78

Wandsworth

The two women sat together on the bench at the bottom of the gently fading garden, where the roses were brown now and only held their shape until the wind blew them into little fluttery petal bombs, flamboyant reminders of the seasons passing. The air had a sharpness to it, as if warning them that there wasn’t much of summer left, but the sun felt warm enough on their faces, and at least sitting side by side Juliette didn’t have to look her friend in the eye. They chatted for a while about James and the kids, and it was clear to Juliette that Camilla’s married life was so simple, based on real love and mutual respect, accepting each other’s differences, giving to each other rather than transacting like a business arrangement – and she realised how most of her friends’ marriages weren’t like that at all. Camilla moved on to her favourite subject now, filling time, telling Juliette about a super recipe she’d found for making instant ice cream (‘It’s so easy, Juliette, you should try it’), and Juliette told Camilla how the kids were doing in school (not great), how little Jack in particular had been unsettled since his father had moved out, how Flo seemed to be struggling with all the after-school activities and extra tuition and pressure she was under to get into secondary school, and how Noah just ran wild, immune to discipline, so Juliette simply didn’t know what to do with him. Finally the conversation had faded out to nothing and they had both just sat there for a while, in silence.

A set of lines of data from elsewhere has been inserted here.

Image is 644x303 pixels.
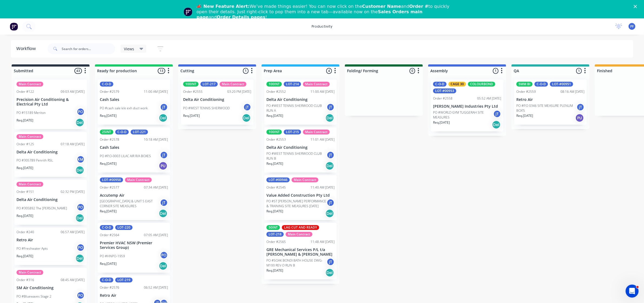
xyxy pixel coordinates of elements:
[100,209,116,214] p: Req. [DATE]
[266,247,334,257] p: GRE Mechanical Services P/L t/a [PERSON_NAME] & [PERSON_NAME]
[17,214,33,218] p: Req. [DATE]
[625,284,638,297] iframe: Intercom live chat
[183,82,199,86] div: 100INT
[266,82,282,86] div: 100INT
[448,82,466,86] div: CAGE 30
[266,225,280,230] div: 50INT
[409,4,428,9] b: Order #
[100,285,119,290] div: Order #2576
[362,4,401,9] b: Customer Name
[144,285,168,290] div: 06:52 AM [DATE]
[17,89,34,94] div: Order #122
[310,137,334,142] div: 11:01 AM [DATE]
[431,79,503,132] div: C-O-DCAGE 30COLOURBONDLOT-#00953Order #255805:52 AM [DATE][PERSON_NAME] Industries Pty LtdPO #WOR...
[181,79,253,125] div: 100INTLOT-217Main ContractOrder #255503:20 PM [DATE]Delta Air ConditioningPO #WEST TENNIS SHERWOO...
[115,130,128,134] div: C-O-D
[326,151,334,159] div: jT
[266,232,284,237] div: LOT-218
[61,277,84,283] div: 08:45 AM [DATE]
[217,15,265,20] b: Order Details pages
[17,254,33,259] p: Req. [DATE]
[61,189,84,194] div: 02:32 PM [DATE]
[100,145,168,150] p: Cash Sales
[158,162,167,170] div: PU
[516,113,533,118] p: Req. [DATE]
[266,258,326,268] p: PO #SOAK BONDI BATH HOUSE DWG-M100 REV-D RUN B
[16,45,38,52] div: Workflow
[77,107,84,116] div: PO
[310,89,334,94] div: 11:00 AM [DATE]
[10,22,18,31] img: Factory
[266,185,286,190] div: Order #2545
[633,5,639,8] div: Close
[514,79,586,125] div: 5MM BIC-O-DLOT-#00951Order #255908:16 AM [DATE]Retro AirPO #P.O 0346 SITE MEASURE PLENUM BOX'SjTR...
[144,89,168,94] div: 11:00 AM [DATE]
[197,4,250,9] b: 📣 New Feature Alert:
[183,113,200,118] p: Req. [DATE]
[266,152,326,161] p: PO #WEST TENNIS SHERWOOD CLUB RUN B
[144,185,168,190] div: 07:34 AM [DATE]
[477,96,501,101] div: 05:52 AM [DATE]
[100,97,168,102] p: Cash Sales
[325,209,334,218] div: Del
[17,238,84,242] p: Retro Air
[325,162,334,170] div: Del
[14,180,87,225] div: Main ContractOrder #15102:32 PM [DATE]Delta Air ConditioningPO #305892 The [PERSON_NAME]POReq.[DA...
[144,233,168,238] div: 07:05 AM [DATE]
[160,151,168,159] div: jT
[549,82,573,86] div: LOT-#00951
[220,82,246,86] div: Main Contract
[303,130,330,134] div: Main Contract
[17,246,48,251] p: PO #Freshwater Apts
[309,22,335,31] div: productivity
[243,103,251,111] div: jT
[98,79,170,125] div: C-O-DOrder #257911:00 AM [DATE]Cash SalesPO #cash sale k/e exh duct workjTReq.[DATE]Del
[77,203,84,211] div: PO
[560,89,584,94] div: 08:16 AM [DATE]
[100,105,148,111] p: PO #cash sale k/e exh duct work
[266,97,334,102] p: Delta Air Conditioning
[266,145,334,150] p: Delta Air Conditioning
[310,239,334,244] div: 11:48 AM [DATE]
[17,134,43,139] div: Main Contract
[17,142,34,146] div: Order #125
[100,254,125,259] p: PO #HNPO-1959
[100,233,119,238] div: Order #2564
[468,82,495,86] div: COLOURBOND
[14,79,87,129] div: Main ContractOrder #12209:03 AM [DATE]Precision Air Conditioning & Electrical Pty LtdPO #15189 Me...
[61,229,84,235] div: 06:57 AM [DATE]
[310,185,334,190] div: 11:40 AM [DATE]
[493,110,501,118] div: jT
[266,137,286,142] div: Order #2553
[433,96,452,101] div: Order #2558
[100,261,116,266] p: Req. [DATE]
[197,9,422,20] b: Sales Orders main page
[266,130,282,134] div: 100INT
[100,113,116,118] p: Req. [DATE]
[61,142,84,146] div: 07:18 AM [DATE]
[433,110,493,120] p: PO #WORLD GYM TUGGERAH SITE MEASURES
[303,82,330,86] div: Main Contract
[433,88,456,93] div: LOT-#00953
[266,239,286,244] div: Order #2565
[17,166,33,171] p: Req. [DATE]
[17,118,33,123] p: Req. [DATE]
[100,241,168,250] p: Premier HVAC NSW (Premier Services Group)
[100,130,113,134] div: 25INT
[98,127,170,173] div: 25INTC-O-DLOT-221Order #257810:18 AM [DATE]Cash SalesPO #P.O-0003 LILAC AIR R/A BOXESjTReq.[DATE]PU
[266,89,286,94] div: Order #2552
[160,251,168,259] div: PO
[183,97,251,102] p: Delta Air Conditioning
[115,277,132,283] div: LOT-219
[516,89,535,94] div: Order #2559
[264,127,337,173] div: 100INTLOT-215Main ContractOrder #255311:01 AM [DATE]Delta Air ConditioningPO #WEST TENNIS SHERWOO...
[17,270,43,275] div: Main Contract
[183,105,229,111] p: PO #WEST TENNIS SHERWOOD
[98,223,170,273] div: C-O-DLOT-220Order #256407:05 AM [DATE]Premier HVAC NSW (Premier Services Group)PO #HNPO-1959POReq...
[492,120,500,129] div: Del
[576,103,584,111] div: jT
[266,113,283,118] p: Req. [DATE]
[100,89,119,94] div: Order #2579
[433,120,450,125] p: Req. [DATE]
[17,158,53,163] p: PO #305789 Penrith RSL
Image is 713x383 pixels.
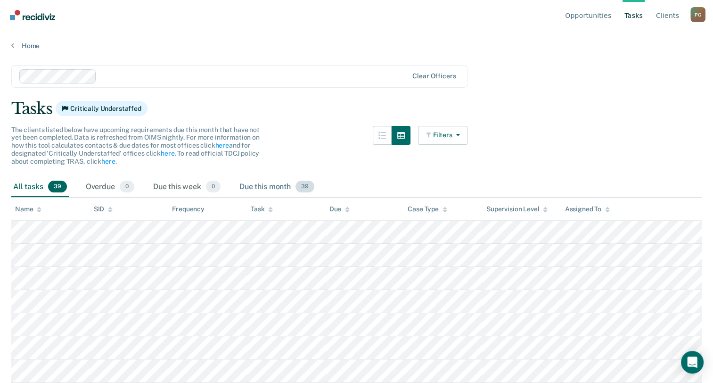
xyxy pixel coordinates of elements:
span: The clients listed below have upcoming requirements due this month that have not yet been complet... [11,126,260,165]
div: Due this week0 [151,177,223,198]
div: Frequency [172,205,205,213]
div: Case Type [408,205,447,213]
span: 0 [206,181,221,193]
div: SID [94,205,113,213]
a: here [161,149,174,157]
span: 39 [48,181,67,193]
a: here [215,141,229,149]
div: Task [251,205,273,213]
div: Due [330,205,350,213]
div: Tasks [11,99,702,118]
div: Assigned To [565,205,610,213]
div: Open Intercom Messenger [681,351,704,373]
div: Overdue0 [84,177,136,198]
a: here [101,157,115,165]
button: Filters [418,126,468,145]
span: 0 [120,181,134,193]
div: P G [691,7,706,22]
div: All tasks39 [11,177,69,198]
div: Name [15,205,41,213]
div: Due this month39 [238,177,316,198]
span: Critically Understaffed [56,101,148,116]
img: Recidiviz [10,10,55,20]
div: Clear officers [412,72,456,80]
button: Profile dropdown button [691,7,706,22]
div: Supervision Level [486,205,548,213]
span: 39 [296,181,314,193]
a: Home [11,41,702,50]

It was Camilla who spoke first.

‘So what are you going to do, Juliette?’

‘About what?’

‘You know.’

‘I don’t know.’

‘About getting better.’

‘I guess I just have to try to carry on, look after the kids, try to be a better mother, what else can I do?’

‘You need to get your head straight, that’s what. You owe it to the children, especially now you and Stephen have split up.’

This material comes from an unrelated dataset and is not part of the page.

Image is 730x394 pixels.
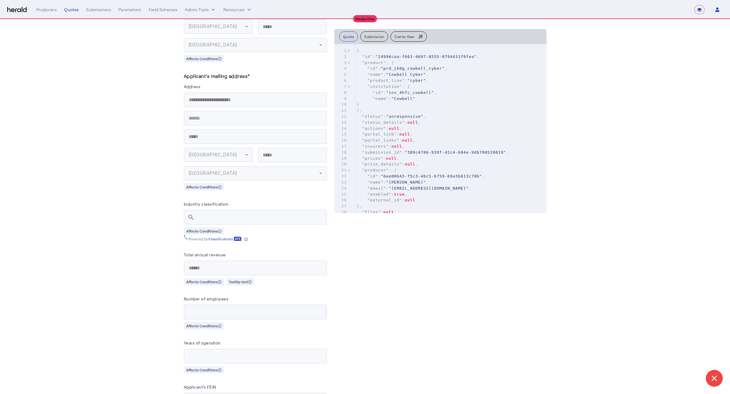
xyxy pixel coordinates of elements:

Juliette sighed. ‘I’ve tried all that. I’ve read every therapy book under the sun over the years. I’ve even tried writing it down – that’s why I first went to Alistair, I never meant …’ She looked sheepish, and Camilla knew it was Natasha she regretted betraying, not Stephen now. ‘Nothing’s worked,’ Juliette continued. ‘I’m officially a nutcase. I yelled at Noah again this morning, just for slopping his drink. I just seem to have so much rage in me … He hates me, and I can’t say I blame him.’

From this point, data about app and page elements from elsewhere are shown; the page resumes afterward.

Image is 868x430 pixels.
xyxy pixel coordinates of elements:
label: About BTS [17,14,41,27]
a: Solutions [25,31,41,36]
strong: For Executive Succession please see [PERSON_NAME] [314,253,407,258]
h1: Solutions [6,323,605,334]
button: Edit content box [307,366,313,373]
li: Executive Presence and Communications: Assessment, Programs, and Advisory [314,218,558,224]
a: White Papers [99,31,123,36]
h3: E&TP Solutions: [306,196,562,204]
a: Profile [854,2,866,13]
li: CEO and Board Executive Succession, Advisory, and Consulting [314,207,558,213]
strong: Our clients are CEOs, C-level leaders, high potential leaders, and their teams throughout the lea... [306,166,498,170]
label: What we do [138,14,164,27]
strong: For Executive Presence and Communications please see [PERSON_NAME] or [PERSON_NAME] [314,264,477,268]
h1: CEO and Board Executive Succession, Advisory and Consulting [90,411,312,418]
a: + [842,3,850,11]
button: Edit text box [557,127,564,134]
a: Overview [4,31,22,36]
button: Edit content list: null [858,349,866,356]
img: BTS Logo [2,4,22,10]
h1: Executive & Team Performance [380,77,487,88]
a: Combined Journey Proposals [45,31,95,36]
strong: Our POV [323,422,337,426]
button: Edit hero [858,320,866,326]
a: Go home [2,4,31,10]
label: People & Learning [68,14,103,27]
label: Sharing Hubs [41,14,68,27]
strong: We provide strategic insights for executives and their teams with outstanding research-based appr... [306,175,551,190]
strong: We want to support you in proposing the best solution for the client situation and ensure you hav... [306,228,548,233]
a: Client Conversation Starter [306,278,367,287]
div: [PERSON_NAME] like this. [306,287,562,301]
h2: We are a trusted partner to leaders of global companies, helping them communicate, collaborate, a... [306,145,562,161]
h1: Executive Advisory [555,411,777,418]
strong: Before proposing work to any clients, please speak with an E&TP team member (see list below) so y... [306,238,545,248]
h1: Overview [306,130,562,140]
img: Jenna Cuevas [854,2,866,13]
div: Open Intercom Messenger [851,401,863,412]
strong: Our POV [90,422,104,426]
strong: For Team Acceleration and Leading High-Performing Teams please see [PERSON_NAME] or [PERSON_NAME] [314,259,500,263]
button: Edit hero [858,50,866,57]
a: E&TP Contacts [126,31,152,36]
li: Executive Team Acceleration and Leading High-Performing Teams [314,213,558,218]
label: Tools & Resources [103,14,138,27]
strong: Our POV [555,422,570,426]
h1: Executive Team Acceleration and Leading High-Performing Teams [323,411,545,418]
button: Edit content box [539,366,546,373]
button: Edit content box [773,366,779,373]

Juliette’s eyes started to fill, and although Camilla had told her that of course he didn’t hate her, Juliette had hunched into herself and shaken her head and said, ‘Yes, he does, he does,’ and she’d confessed to what a hopeless mother she was, and how desperately she loved her children and didn’t want to be fucking up their little lives but just didn’t seem to know how not to, and she started crying really hard then, and Camilla hugged her until the weeping had stopped and then suggested, ever so gently, that maybe Juliette could get some help with her anger issues, and Juliette nodded, acknowledging it at last.

‘You do know why you’re so angry, don’t you?’ said Camilla. ‘It’s not just about the kids – or Stephen – or even Alistair.’ Juliette coloured again. ‘It’s not even about what happened to poor Siobhan, although of course that’s dreadful. It’s all that business with your mother.’

‘No it’s not,’ replied Juliette.

‘Yes it is, Juliette. I told Renée at the time not to rush you. We were all so worried about it, once you told us what you were doing. I mean, one minute you didn’t seem remotely interested in your birth mother, and the next you and Renée were dashing off to find her. It’s a huge deal doing something like that, especially before you’re ready. You just never had time to come to terms with it.’

‘No, it wasn’t even that.’ Juliette hesitated. She’d never told any of them the real story: what she’d found out twenty-five years ago, who Elisabeth Potts really was. It was humiliating somehow, the rejection (by a young married couple, not a desperate teenager) even worse than she’d imagined. She’d felt ashamed that no-one, not Cynthia, not her grandmother, had told her the truth. She found over time she didn’t blame them though, she’d known how hard they’d tried to get it right. No, she only blamed Elisabeth. The revelation of what Elisabeth had done, explained to her by her devastated adoptive parents in their sunny kitchen so long ago, had felt too painful, too overwhelming to take in, and so it had seemed easier to leave it all alone at first. It had been another few months before she’d tracked down and confronted Elisabeth, met her for the first time, and as Juliette thought back to that day, not long before the end of her first year at Bristol, she realised that it hadn’t helped at all. In fact it had made it all worse.

Her old friend looked at her in the watery sunshine.

‘Tell me what happened, Juliette, you need to talk about it.’

And so, for the first time ever, maybe because she’d hit rock bottom and had no-one else to turn to, Juliette did.